Saturday, January 24, 2009

Church Record Sunday: The Oneida Community




One of my purposes in starting Church Record Sunday is that I believe that religion impacted our ancestor's lives. I believe that learning about your ancestor's religion and researching religious records can benefit your family history research greatly. I also wanted to include records of religions/denominations that may not be mainstream-in fact they may not even exist today.

Today, I am going to provide some links for records from the Oneida Community. You may be familiar with Oneida as a silverware company. This company was a result of the breakup of the religious group and their forming a joint-stock company. The Oneidians were industrious and one of the outgrowths of this was the present day silverware company.

The Oneida Community was a 19th century Utopian American religion founded by John Humphrey Noyes. Noyes theology was based on Perfectionism, which include self-perfection and communalism. The Oneida Community never had a large number of members, right before the breakup of the group in 1878, there were 306 members.

The Oneida Community was a communal group and had some ‘different’ ideas about marriage and relations between men and women. Suffice it to say, these ideas would have been risque for the time period. The Oneidas challenged a lot of the ideas of their time and were and still would be controversial for some of their beliefs and practices having to do with marriage, relationships and children. One of their more progressive ideas was the equality of women.

The Oneida Community mansion house, located in Oneida, New York is a museum and includes historical displays, http://www.oneidacommunity.org/. A short history of the community can be found here http://www.nyhistory.com/central/oneida.htm. If you want to know more about Oneida Silverware and its history, check out this website, http://www.oneida.com/about-oneida_history-of-community/.

A digitized manuscript collection can be found at the Syracuse Library Digitized Projects at http://library.syr.edu/digital/guides/o/OneidaCommunityCollection/. Their website states that they believe they have the largest collection of documents,. etc having to do with the Oneida Community. Digitized items on this website include finding aids, publications, and photographs.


### EXERCISE AIM
Please count how many lines below contain the word "level" and give nothing but that figure.

Dataset records on visual material
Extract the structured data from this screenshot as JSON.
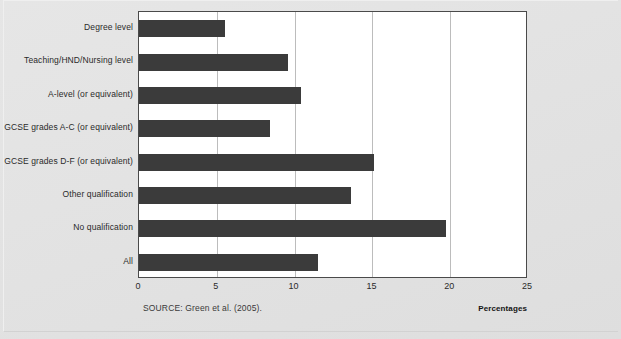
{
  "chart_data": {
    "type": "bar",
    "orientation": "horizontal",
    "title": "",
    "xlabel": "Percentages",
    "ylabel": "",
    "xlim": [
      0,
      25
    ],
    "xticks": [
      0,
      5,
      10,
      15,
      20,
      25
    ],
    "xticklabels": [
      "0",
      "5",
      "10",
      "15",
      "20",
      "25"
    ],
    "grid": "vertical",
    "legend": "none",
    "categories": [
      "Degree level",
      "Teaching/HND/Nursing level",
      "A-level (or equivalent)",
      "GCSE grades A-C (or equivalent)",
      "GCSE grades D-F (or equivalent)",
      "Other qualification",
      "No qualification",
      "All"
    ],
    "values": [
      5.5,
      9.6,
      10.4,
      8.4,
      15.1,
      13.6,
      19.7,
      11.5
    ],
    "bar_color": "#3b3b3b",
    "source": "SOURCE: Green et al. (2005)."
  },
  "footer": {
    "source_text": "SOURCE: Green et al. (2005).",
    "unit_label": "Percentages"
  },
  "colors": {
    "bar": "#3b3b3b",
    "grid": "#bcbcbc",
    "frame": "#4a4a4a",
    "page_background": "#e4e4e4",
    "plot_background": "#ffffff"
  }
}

### SOLUTION TO THIS PROBLEM
3